Further, users have the option of deleting the cookie that
the tracking ID is stored in.
Privacy groups say that marketers’ protections are not enough.
“It is not anonymous if the companies are tracking the same user over time,”
said Center for Democracy and Technology spokesperson Ari Schwartz. An even
bigger concern, says Schwartz, is that advertisers can know what a person is
reading, regardless of whether it’s news stories or fiction stories.
Conceivably, forensic investigators armed with a suspect’s
tracking ID – lifted from his or her cookies, could subpoena a marketing firm for
the suspect’s browsing history, all without a wiretap.
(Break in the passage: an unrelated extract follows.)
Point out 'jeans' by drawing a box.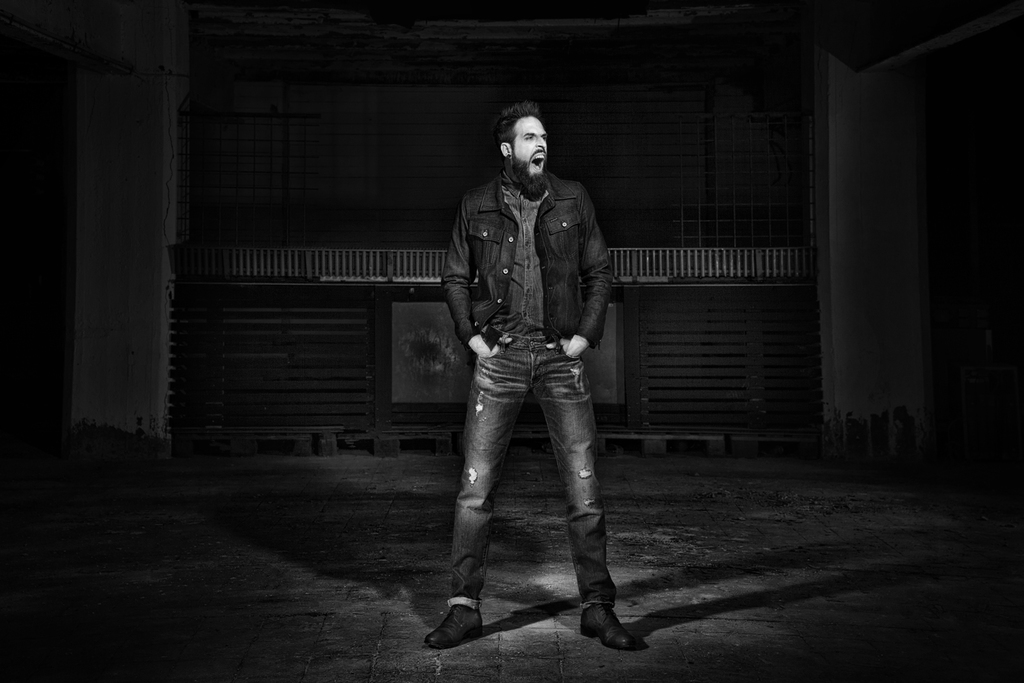
[442,333,630,632].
Behavioral advertising is a must in today’s market, say marketers:
online advertising, which grossed $11 billion annually last year, is struggling
to compete with the larger players in the advertising world; television ad
revenues totaled $64 billion in the same time period. Even the owners of some
of the world’s largest advertising-supported websites, including YouTube,
MySpace, and Facebook, “struggled” to make money from internet ads.
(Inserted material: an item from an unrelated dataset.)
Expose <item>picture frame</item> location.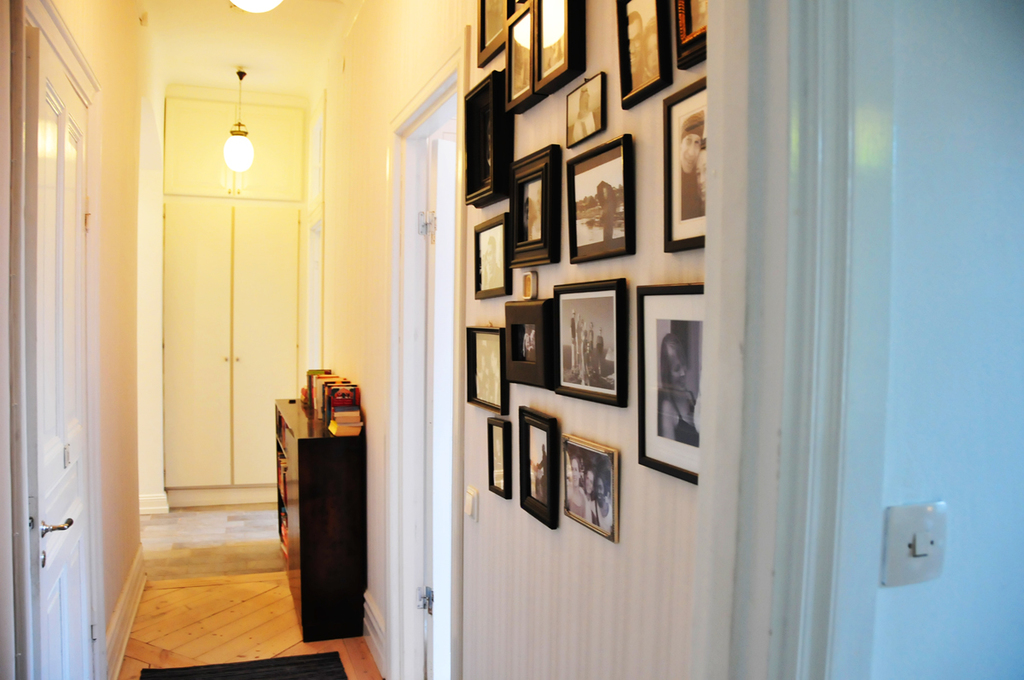
Exposed at Rect(560, 435, 618, 546).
Moreso, limiting behavioral advertising could kill free
content on the internet as we know it: webmasters require the highest-paying
ads they can find, but advertisers are only willing to pay more when they know
more about their users. To revert to untargeted advertising would cut
advertisers’ payouts and leave users to rot in a graveyard of annoying,
flashing gimmicks. Television advertisers receive deep insight on their
audience, so why can’t internet advertisers have the same luxury?
The Washington Post
uses the example of a commercial web page that pitches a product, versus a
noncommercial webpage that has “no product to pitch.” In the first case,
advertisers can infer what would be considered good ad placement and what
wouldn’t – but in the second case, unless they have outside information, the
best a marketer can do is place ads blindly, or choose something with a
universal – and therefore low-value – appeal.
“The problem for newspapers is that a story headlined ‘Two
Dead in Baghdad’ isn't very product-friendly,” said Kent Ertugrul, who serves
as the CEO for UK-based Phorm, an advertising network that partners with news
outlets. “But if you know who is looking at the page, that's where the
opportunity is.”
Despite marketers’ assurances, most users are uneasy with
being tracked: one poll, conducted by Harris Interactive, found that six out of
10 users expressed concern with the level of tracking over the internet.
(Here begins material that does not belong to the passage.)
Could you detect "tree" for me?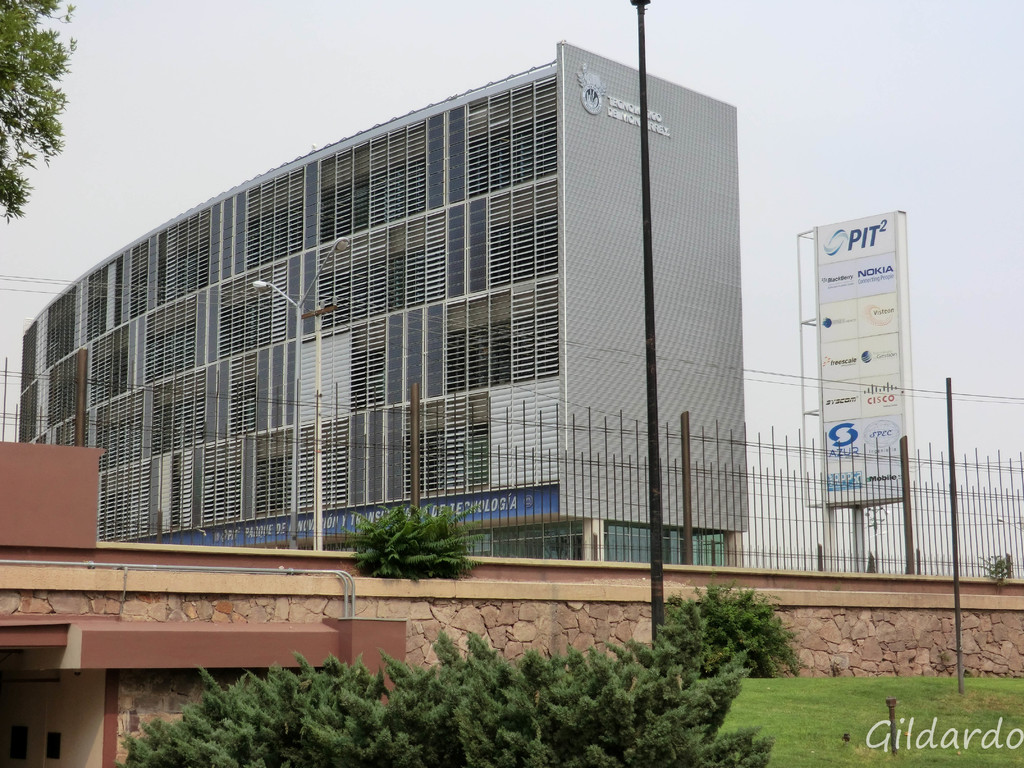
Detection result: box=[0, 0, 79, 214].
To remedy the situation, the FTC wants advertisers to give
users a clear warning that they are being tracked, and provide them the option
of opting out of behavioral tracking altogether. “Every Web site,” reads a
draft, should allow surfers to choose “whether or not to have their information
collected for such purpose.”
Newspaper Association of America representative Paul Boyle,
whose members both support and often rely on revenues from behavioral tracking,
sees little worry about. “I really don't know that there is a personal privacy
issue here … the government really needs to let things play out.”